Change fails when leaders speak in plans, a “language” not everyone is able to speak, instead of speaking plain English.

In disruption, people need clear signals, quick decisions, and human care. The WEF names seven skills that matter most during a digital disruption: communication, urgency, collaboration, credibility, fearlessness, a strategic mindset, and empathy.

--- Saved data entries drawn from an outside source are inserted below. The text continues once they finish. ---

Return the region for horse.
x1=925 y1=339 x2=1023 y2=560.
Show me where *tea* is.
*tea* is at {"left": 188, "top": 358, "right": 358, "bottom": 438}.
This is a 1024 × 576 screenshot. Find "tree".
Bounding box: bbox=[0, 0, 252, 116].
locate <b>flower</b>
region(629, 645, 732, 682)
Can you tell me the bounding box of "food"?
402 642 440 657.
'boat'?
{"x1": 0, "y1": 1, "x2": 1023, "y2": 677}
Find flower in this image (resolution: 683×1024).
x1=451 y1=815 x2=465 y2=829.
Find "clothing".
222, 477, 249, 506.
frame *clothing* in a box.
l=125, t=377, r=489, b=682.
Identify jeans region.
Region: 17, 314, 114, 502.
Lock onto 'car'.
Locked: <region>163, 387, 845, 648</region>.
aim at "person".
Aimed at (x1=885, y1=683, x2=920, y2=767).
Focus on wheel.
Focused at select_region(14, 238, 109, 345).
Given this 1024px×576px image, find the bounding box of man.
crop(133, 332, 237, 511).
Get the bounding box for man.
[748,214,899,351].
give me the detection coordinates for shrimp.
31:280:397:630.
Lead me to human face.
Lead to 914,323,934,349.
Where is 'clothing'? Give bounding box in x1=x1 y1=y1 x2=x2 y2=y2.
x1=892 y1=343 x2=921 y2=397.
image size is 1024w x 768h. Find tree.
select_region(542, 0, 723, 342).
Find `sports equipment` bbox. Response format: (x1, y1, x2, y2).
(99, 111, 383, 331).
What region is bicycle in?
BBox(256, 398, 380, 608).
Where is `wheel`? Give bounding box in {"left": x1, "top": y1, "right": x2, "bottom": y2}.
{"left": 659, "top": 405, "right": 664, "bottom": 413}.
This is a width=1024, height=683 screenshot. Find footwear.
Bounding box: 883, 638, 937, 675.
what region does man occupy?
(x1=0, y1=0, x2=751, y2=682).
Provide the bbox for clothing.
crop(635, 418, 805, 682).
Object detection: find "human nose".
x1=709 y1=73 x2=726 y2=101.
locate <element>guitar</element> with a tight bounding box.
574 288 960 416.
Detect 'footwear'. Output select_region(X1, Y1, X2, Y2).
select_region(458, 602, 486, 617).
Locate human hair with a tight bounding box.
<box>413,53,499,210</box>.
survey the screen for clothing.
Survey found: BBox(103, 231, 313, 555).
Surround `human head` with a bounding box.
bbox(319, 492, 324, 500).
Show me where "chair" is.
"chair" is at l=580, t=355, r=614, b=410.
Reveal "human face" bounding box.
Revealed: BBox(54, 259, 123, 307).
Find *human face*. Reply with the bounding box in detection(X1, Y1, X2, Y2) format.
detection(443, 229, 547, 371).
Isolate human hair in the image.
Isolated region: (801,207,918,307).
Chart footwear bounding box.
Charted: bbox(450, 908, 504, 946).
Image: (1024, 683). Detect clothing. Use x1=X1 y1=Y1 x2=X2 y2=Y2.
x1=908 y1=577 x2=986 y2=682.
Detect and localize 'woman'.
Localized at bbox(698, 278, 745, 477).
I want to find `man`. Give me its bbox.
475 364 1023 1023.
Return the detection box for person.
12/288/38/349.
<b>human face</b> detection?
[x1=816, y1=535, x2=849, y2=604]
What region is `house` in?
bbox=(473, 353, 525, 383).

These connect directly to AI adoption work.

What To Focus On...

  1. Communicate like a coach
    State the goal in one sentence. Name who decides what, and share how you will check quality each week. Keep words short. Invite questions in writing and live. Tie every update to the same three metrics.
  2. Act with urgency, then adjust as you go
    Set a two-week sprint to test one workflow change. Make the “nearly right, but now” call when data is incomplete. Log the choice. Review outcomes on Friday and pivot fast.
  3. Build a cross-role huddle
    Put product, ops, legal, and HR in one small team and give them one outcome and clear guardrails. Ask them to surface risks early and share wins widely, while treating “never on your own” as the rule.
  4. Earn credibility with simple proof
    Publish the plan, milestones, and a short risk register. Track cycle time, error rate, and user effort weekly. When something doesn’t go right, name it. People follow leaders who keep promises, so be that leader.
  5. Model fearlessness
    Name the hard trade-off out loud, and protect your team from any pressure. Hold a short “here’s what we tried/here’s what we learned” review after each sprint. Research shows that optimism is contagious when leaders protect their people.
  6. Stay strategic while you cut back
    Show the big picture and the next inch. Remove one meeting, one report, or one rule each week that slows the path. Complexity decreases when leaders cut things that are unnecessary.
  7. Lead with empathy you can see
    Ask, “What feels hard right now?” Listen (actively) for fear, workload, or skill gaps. Pair any new tool with coaching and a safe way to flag mistakes. Trust rises when people feel seen and validated.

In addition to these, I would also add AI & Digital fluency and Psychological safety as a management practice, two extra skills to focus on as a leader. 

Disruption rewards leaders who speak clearly, decide fast, and care in public, so be the leader your people need and want.